> _TASK PROMPT_:
All of the data that follows is to be printed exactly, without pictures.

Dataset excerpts
[Start of Attachment]

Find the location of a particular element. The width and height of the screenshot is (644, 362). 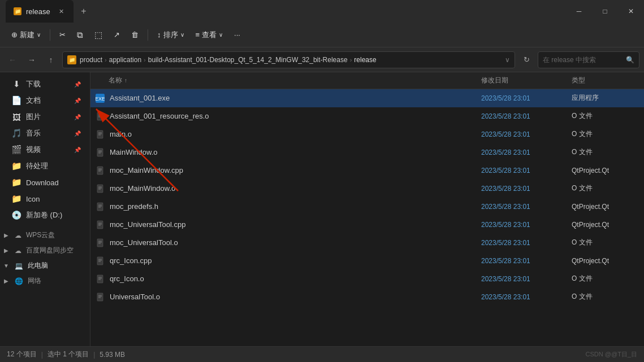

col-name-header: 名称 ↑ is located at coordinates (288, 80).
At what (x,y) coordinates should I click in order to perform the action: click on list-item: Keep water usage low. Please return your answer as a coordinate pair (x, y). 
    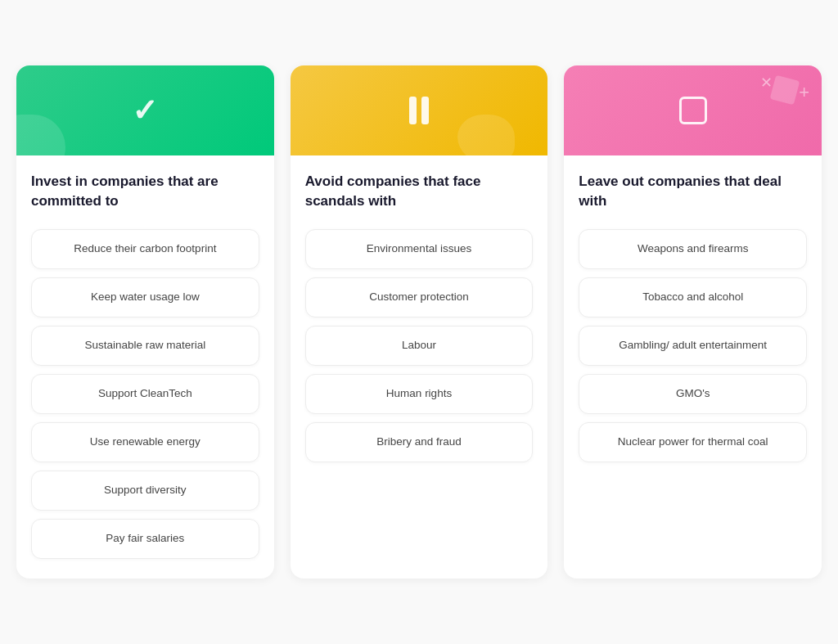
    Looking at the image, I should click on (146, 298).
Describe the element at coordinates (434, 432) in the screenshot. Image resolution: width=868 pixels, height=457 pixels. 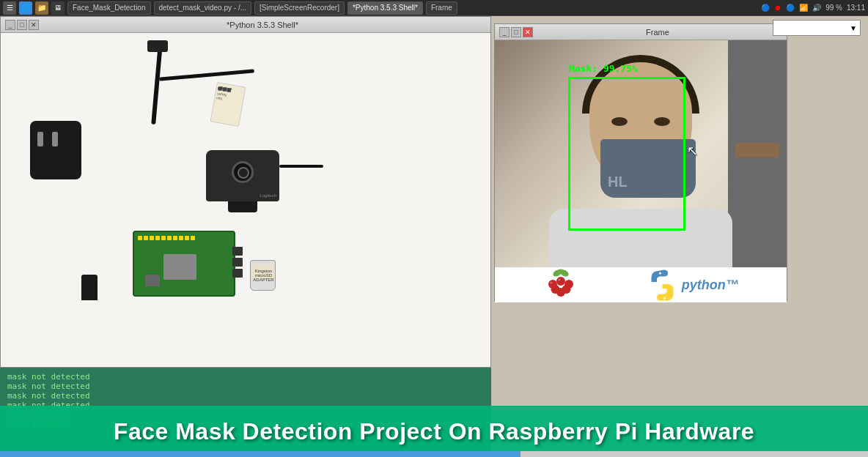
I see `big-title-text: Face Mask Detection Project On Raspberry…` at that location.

[End of Attachment]

> _ANSWER TO THE PROBLEM_:
Find the location of a particular element. The width and height of the screenshot is (644, 362). 

col-name-header: 名称 ↑ is located at coordinates (288, 80).
At what (x,y) coordinates should I click in order to perform the action: click on list-item: Keep water usage low. Please return your answer as a coordinate pair (x, y). 
    Looking at the image, I should click on (146, 298).
Describe the element at coordinates (434, 432) in the screenshot. Image resolution: width=868 pixels, height=457 pixels. 
I see `big-title-text: Face Mask Detection Project On Raspberry…` at that location.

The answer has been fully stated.